For two frustrating days, the president and his office had kept us in the dark by not responding to a City Press charge that an angry Zuma had misled the National Assembly when he told MPs that he had a mortgage on his Nkandla residence.

It is a serious accusation, one that, if proved true, would lead to a head of state's sacking in many other democracies.

Zuma's silence on the matter on Sunday and Monday left even some of his sympathisers wondering if he had such little respect for the constitution and the institutions created by it that he believed he could mislead parliament and get away with it.

Had the ANC's electoral dominance made him so arrogant that he thought it beneath him to explain himself to the public on such a serious matter?

It was, therefore, a great relief to finally get a response from presidential spokesman Mac Maharaj yesterday.

"We reaffirm that President Zuma does indeed have a bond on the residence with one of the national banks and he is still paying it off monthly," Maharaj said.

The bad news is that Maharaj's statement provided no further details.

Without impugning the president's honesty and integrity, it would have been preferable for Zuma to have named the "national bank".

There has been too much controversy and confusion about the upgrading at Kwadakwadunuse, the president's private residence, for him to expect that a three-line statement by Maharaj would be enough to satisfy an increasingly sceptical public.

Unless further details about the home loan are revealed, the matter is likely to drag on for a long time, in the process further tarnishing the image of the highest office in the land.

Maharaj said late yesterday that evidence of the mortgage bond would be made "readily available" only to "an authorised agency or institution empowered" by the law.

"It is not being released to the media to respect the privacy of the president as well as customer-institution confidentiality," Maharaj said.

In parliament on Thursday, when Zuma first stated that he was still paying off a mortgage bond on the residence, it became clear that the president feels deeply hurt by the public controversy surrounding his rural home.

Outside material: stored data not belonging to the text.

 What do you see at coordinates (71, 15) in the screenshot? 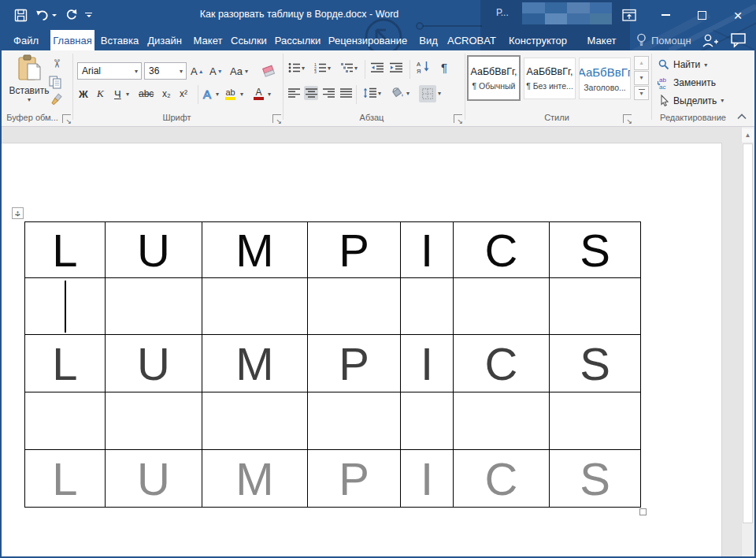
I see `redo-button` at bounding box center [71, 15].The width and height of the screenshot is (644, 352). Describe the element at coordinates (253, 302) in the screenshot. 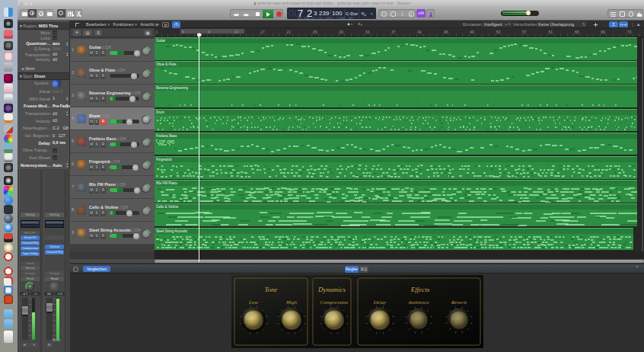

I see `svg-text: Low` at that location.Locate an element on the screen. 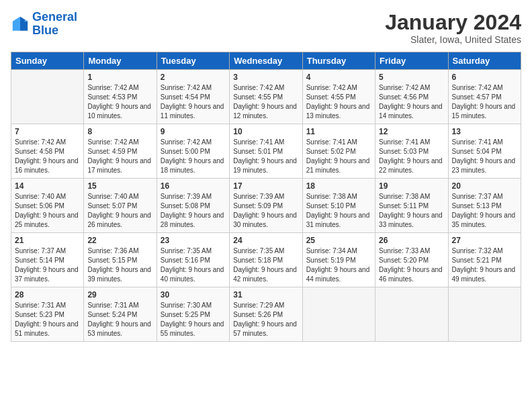  subtitle: Slater, Iowa, United States is located at coordinates (453, 40).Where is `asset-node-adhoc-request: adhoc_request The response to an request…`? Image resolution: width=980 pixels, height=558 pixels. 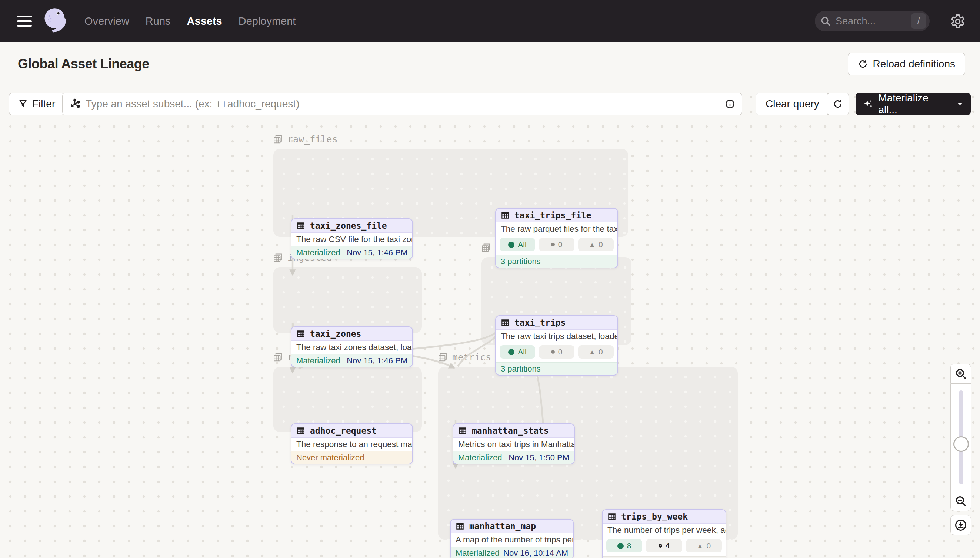 asset-node-adhoc-request: adhoc_request The response to an request… is located at coordinates (352, 444).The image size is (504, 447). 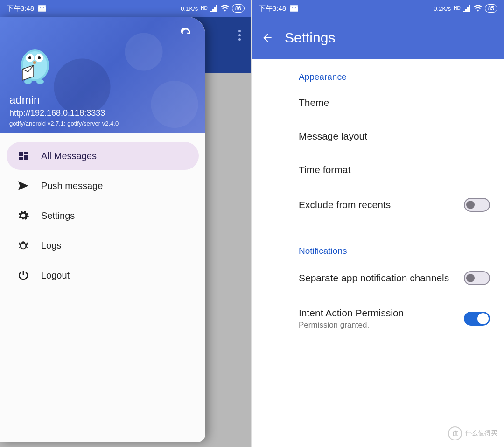 What do you see at coordinates (473, 433) in the screenshot?
I see `watermark: 值 什么值得买` at bounding box center [473, 433].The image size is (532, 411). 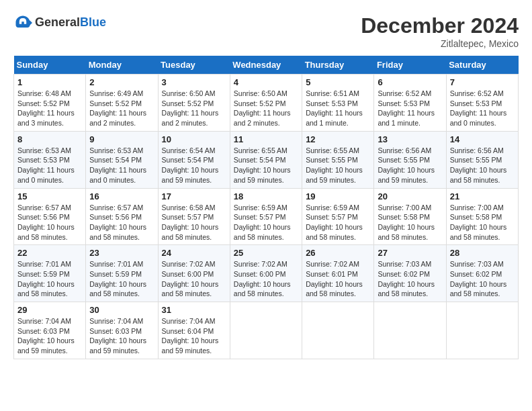 I want to click on calendar-cell: 13 Sunrise: 6:56 AM Sunset: 5:55 PM Dayl…, so click(x=410, y=160).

"On TV, they showed the house that I paid for. And they lie that it has been built by government. It has not been built by government," he said.

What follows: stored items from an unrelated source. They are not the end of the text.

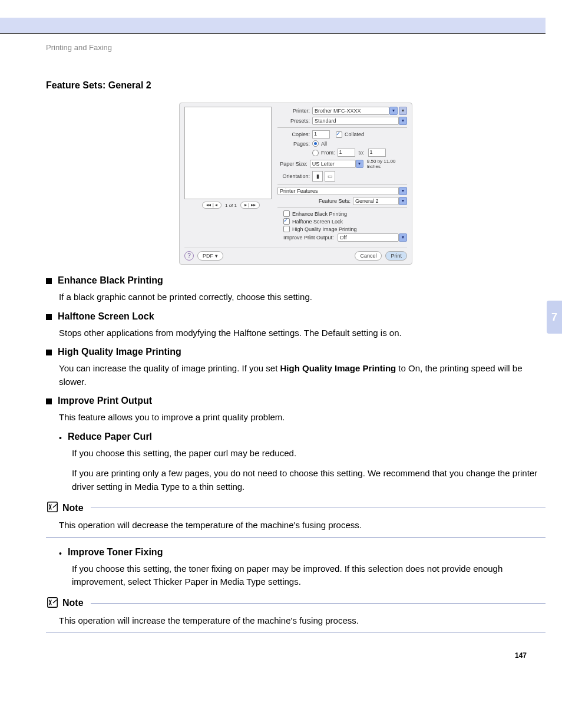 Image resolution: width=562 pixels, height=728 pixels. I want to click on note-body: This operation will increase the tempera…, so click(302, 621).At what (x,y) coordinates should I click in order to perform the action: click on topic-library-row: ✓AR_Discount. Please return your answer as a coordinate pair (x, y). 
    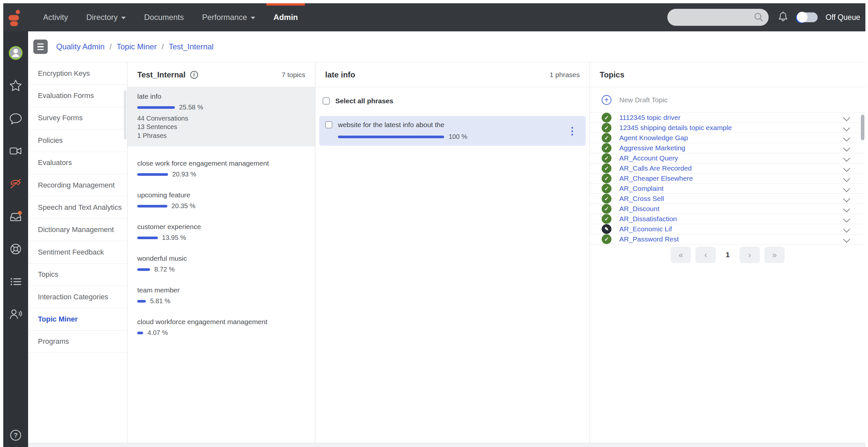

"I have an opportunity today to explain this because my name is being used wrongly. My family is being undermined. Even by honourable members [of parliament] who don't ask . what actually happened. And I feel very aggrieved, I must tell you for the first time.

"I have been convicted, painted black, called the first-class corruption man on facts that are not tested. I take exception," a visibly upset Zuma told parliamentarians.

But if the media and opposition parties have been generally unfair in their treatment of the Nkandla saga, the president is not an innocent victim.

Zuma and his office should shoulder some of the blame for failing to respond promptly to issues raised in the public domain about the Nkandla upgrading.

Much of the speculation about the cost of the project, as well as about how much of it would be paid for by the public, could have been avoided if the government - especially the president's office - had been more forthcoming with information.

Instead, they have tended to be very defensive, regarding every question - no matter where it came from - as an attack on Zuma.

This approach naturally leads to suspicions that the government has something to hide.

To avoid negative speculation and conjecture, Zuma and his office have to be more transparent.

Yes, it was right to allow the public protector and the auditor-general to investigate the allegations about the costs of the upgrading.

And Maharaj is right to call on the public to be patient while the investigation into the security improvements to Zuma's home continues.

But that does not take away the president's responsibility to account promptly to the nation whenever fresh questions arise.

Instead of Zuma and some of his comrades in the ANC endlessly bemoaning the "disrespect" for his office shown by the media and opposition parties, it is high time they considered how their own approach to communications contributes to this.